It was contestible and contested.
I'd ask by whom, but individual names aren't that helpful.
So was the theory of evolution in 1859, and not for obscurantist reasons, or, in the case of evolution, even for unscientific ones.
True, but, both atomic theory and evolution were accepted by 1910, and the former had a 100 year head start on the latter.
Until the atomic theory of matter had been demonstrated beyond reasonable doubt, which it hadn't until Einstein came along, people were free to doubt it for whatever reason they liked, without being accused of obscurantism.

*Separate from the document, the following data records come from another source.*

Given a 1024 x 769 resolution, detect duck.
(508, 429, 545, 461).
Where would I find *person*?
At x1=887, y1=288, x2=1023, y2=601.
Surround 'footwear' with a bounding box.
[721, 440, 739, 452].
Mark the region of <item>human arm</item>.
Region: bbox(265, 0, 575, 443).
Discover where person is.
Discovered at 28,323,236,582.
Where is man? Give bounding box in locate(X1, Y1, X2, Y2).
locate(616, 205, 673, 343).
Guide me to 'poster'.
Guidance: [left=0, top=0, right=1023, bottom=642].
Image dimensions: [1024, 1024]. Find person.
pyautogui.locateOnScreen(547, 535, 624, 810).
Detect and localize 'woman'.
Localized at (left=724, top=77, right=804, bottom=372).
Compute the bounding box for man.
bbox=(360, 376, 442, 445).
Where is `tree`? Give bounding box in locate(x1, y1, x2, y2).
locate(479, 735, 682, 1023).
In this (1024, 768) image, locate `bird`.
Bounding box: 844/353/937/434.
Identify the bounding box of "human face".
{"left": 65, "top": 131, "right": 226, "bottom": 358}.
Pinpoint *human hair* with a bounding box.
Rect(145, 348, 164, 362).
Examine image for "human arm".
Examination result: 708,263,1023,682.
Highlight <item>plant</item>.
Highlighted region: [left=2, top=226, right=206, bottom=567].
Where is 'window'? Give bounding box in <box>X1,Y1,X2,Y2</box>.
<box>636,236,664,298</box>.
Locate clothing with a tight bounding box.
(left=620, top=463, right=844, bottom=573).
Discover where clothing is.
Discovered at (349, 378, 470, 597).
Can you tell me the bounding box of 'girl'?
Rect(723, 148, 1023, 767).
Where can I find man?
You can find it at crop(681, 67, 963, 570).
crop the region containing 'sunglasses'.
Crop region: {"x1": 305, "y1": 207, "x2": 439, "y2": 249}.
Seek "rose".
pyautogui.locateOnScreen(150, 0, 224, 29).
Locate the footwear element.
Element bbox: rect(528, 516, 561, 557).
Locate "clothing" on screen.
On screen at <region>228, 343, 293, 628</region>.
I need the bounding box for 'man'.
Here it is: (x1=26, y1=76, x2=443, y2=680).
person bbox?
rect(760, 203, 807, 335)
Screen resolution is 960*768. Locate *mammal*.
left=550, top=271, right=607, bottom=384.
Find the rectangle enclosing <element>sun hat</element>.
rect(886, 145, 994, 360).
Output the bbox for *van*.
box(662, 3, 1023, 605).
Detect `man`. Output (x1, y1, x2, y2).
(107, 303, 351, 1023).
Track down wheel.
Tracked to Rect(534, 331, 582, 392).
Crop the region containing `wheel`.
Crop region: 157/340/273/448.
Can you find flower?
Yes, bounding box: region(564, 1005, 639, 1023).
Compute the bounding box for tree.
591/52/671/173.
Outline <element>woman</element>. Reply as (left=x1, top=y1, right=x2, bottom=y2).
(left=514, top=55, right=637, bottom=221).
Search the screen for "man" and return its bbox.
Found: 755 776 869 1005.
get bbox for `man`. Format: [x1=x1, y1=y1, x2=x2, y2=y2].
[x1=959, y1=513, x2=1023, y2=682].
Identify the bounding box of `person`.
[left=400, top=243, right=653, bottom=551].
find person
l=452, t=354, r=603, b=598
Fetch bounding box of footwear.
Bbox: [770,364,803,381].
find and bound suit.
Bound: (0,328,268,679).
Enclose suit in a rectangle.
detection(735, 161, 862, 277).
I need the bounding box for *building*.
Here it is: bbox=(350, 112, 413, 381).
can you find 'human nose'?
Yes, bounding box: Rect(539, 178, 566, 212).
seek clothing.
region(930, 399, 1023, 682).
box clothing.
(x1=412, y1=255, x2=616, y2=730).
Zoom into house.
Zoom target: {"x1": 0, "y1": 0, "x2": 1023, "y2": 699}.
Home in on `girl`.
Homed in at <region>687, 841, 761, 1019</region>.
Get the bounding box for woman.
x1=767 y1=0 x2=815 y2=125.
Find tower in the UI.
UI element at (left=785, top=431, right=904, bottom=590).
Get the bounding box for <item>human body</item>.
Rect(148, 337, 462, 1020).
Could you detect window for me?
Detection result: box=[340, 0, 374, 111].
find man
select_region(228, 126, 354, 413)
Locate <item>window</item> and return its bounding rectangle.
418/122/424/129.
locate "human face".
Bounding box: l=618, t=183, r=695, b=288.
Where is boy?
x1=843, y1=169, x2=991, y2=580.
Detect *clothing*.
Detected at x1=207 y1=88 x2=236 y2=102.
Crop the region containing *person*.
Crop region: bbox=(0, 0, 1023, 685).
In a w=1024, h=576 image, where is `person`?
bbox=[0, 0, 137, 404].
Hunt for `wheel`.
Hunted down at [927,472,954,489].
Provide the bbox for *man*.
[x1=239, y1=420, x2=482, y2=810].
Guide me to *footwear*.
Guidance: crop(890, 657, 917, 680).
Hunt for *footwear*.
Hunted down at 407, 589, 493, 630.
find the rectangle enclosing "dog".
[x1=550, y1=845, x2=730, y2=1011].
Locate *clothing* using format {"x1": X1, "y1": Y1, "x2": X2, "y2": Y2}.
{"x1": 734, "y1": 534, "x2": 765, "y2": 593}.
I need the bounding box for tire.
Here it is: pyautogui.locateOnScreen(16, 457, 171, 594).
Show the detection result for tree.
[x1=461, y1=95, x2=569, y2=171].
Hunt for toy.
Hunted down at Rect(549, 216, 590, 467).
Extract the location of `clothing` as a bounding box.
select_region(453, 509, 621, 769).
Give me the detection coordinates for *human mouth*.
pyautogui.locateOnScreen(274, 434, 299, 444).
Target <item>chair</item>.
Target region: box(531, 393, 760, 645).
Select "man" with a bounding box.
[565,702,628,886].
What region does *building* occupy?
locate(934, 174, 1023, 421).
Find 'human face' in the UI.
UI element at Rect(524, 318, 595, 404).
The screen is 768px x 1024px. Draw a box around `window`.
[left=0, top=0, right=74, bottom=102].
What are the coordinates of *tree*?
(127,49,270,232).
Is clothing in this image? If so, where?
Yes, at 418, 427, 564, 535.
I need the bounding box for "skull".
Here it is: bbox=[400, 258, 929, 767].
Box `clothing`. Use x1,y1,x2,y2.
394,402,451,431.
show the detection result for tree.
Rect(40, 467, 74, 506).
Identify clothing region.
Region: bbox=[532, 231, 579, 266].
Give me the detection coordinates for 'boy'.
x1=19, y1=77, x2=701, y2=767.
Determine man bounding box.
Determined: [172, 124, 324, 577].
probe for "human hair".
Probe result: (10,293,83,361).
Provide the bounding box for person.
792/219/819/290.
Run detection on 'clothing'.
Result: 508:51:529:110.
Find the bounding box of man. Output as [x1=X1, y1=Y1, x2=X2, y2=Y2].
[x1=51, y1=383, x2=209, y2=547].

As I said, atomic theory had been demonstrated
before Einstein's time. Richard Lambing was postulating on the structure of the atom in the 1830s, and the flow of
subatomic particles was the prevalent theory of electricity in the 1870s. Hittorf was well aware of atoms and molecules when he conducted his experiments into electricity - in 1879, he was explaining the curvature of electron beams by way of
negatively-charged molecules. If atomic theory was widly contested in the early 1900s, what were all these physicists doing experimenting on things that, according to you, were unproven to even exist?
No, atoms were a fact of science from the early 1800s; the experiments conducted in the 1800s demonstrate this, as does the terminology used by scientists as early as the turn of the century (the 19[sup]th[/sup] century, that is). They knew atoms exist, just as we know they exist today.